Computerized robot arm aids in surgery
USA Today (Society for the Advancement of Education), Feb, 1996
Three-dimensional body maps that guide a robot arm offering pinpoint blasts of radiation are starting to make possible - on an outpatient basis - many brain and spinal cord surgeries that would have been impossible before, indicates Stanford University Medical Center neurosurgeon John Adler. The new technique, called computer-mediated stereotaxic radio-surgery (CMSR), draws on space-age missile tracking technology, flexible robotic manipulators, and powerful X-ray machines to destroy cancerous tumors in the brain or spine without opening the skull or risking the partial paralysis that often follows traditional spinal surgery using a knife.
With CMSR, a computer-controlled robot arm locks the radiation beam on the tumor, constantly re-adjusting its aim in response to the patient's natural small movements. Because it delivers its payload so accurately, healthy tissue surrounding the tumor remains undamaged.
Stereotaxic radiosurgery is not an uncommon treatment for brain tumors. However, older systems lack the sophisticated tracking devices of the new technology Adler and his colleagues are fine-tuning. More conventional stereotaxic units require screwing the patient's skull into a frame to prevent movement, a process that necessitates anesthesia and postsurgical hospitalization while the bolt wounds heal. "Stereotaxic radio-surgery is a natural for spinal cord tumor removal, but before the robotic tracking system, which accounts for slight, normal movement of patients undergoing surgery, we had no feasible method of holding spinal patients absolutely rigid," Adler points out.

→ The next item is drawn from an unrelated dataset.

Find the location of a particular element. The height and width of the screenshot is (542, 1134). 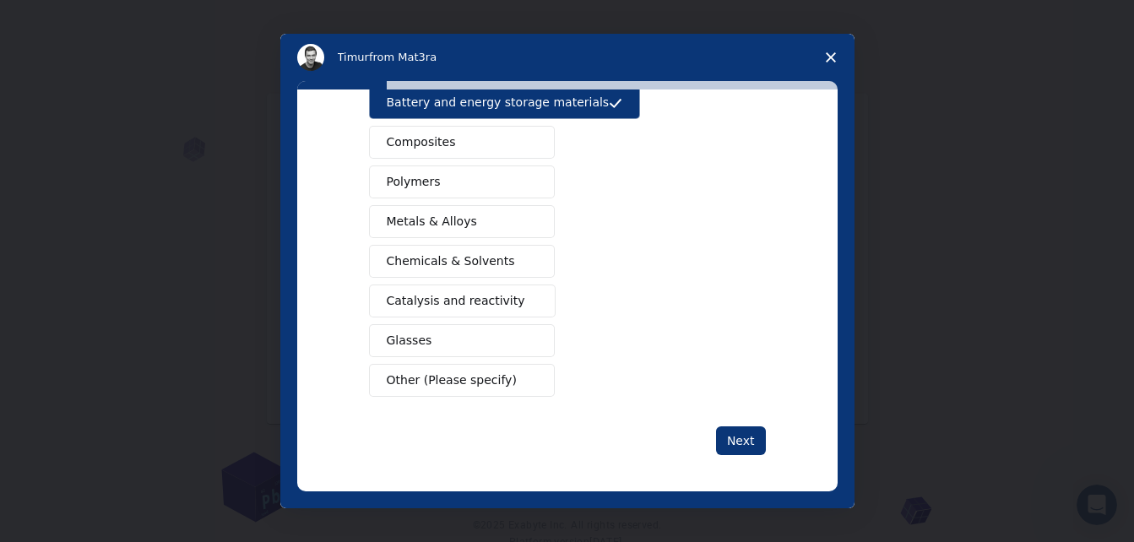

span: Other (Please specify) is located at coordinates (452, 380).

"What's new here is extremely sophisticated computer software that stores an accurate map of the surgical target - in this case, a portion of the brain or spine - charted from a CT scan taken before the procedure. The X-ray tracking system guiding the robot arm then matches what it sees with the computer-stored map," explains Richard Cox, the radiation physicist at Stanford who prepares the individual treatment plans.

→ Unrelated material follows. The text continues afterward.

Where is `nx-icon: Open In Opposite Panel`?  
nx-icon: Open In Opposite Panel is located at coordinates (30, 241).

Unlike most modern procedures in radiation oncology, CMSR relies on powerful, but precisely aimed, doses that can kill malignant tumors with a few - often only one - treatment sessions. In traditional radiation therapy, physicians administer small doses of radiation over weeks or months in order to allow healthy tissue surrounding the tumor to recover from the onslaught.
CMSR attacks the tumor with short pulses of high-energy radiation from a device called a linear accelerator. "Because we cross fire in many different directions, we can minimize the radiation dose reaching healthy tissue and prevent injury," Adler notes. "The robot arm is extremely flexible and can position the beam at any of a large variety of angles to treat a small site." CMSR offers potential in the future for many other types of surgery, although "the benefits for brain and spinal cord surgery are particularly compelling. We can avoid invasive operations on the brain, and we can gain access to the surgical site without removing portions of the skull. In the spine, the opportunity to improve accuracy and avoid damage near the surgical site is equally compelling."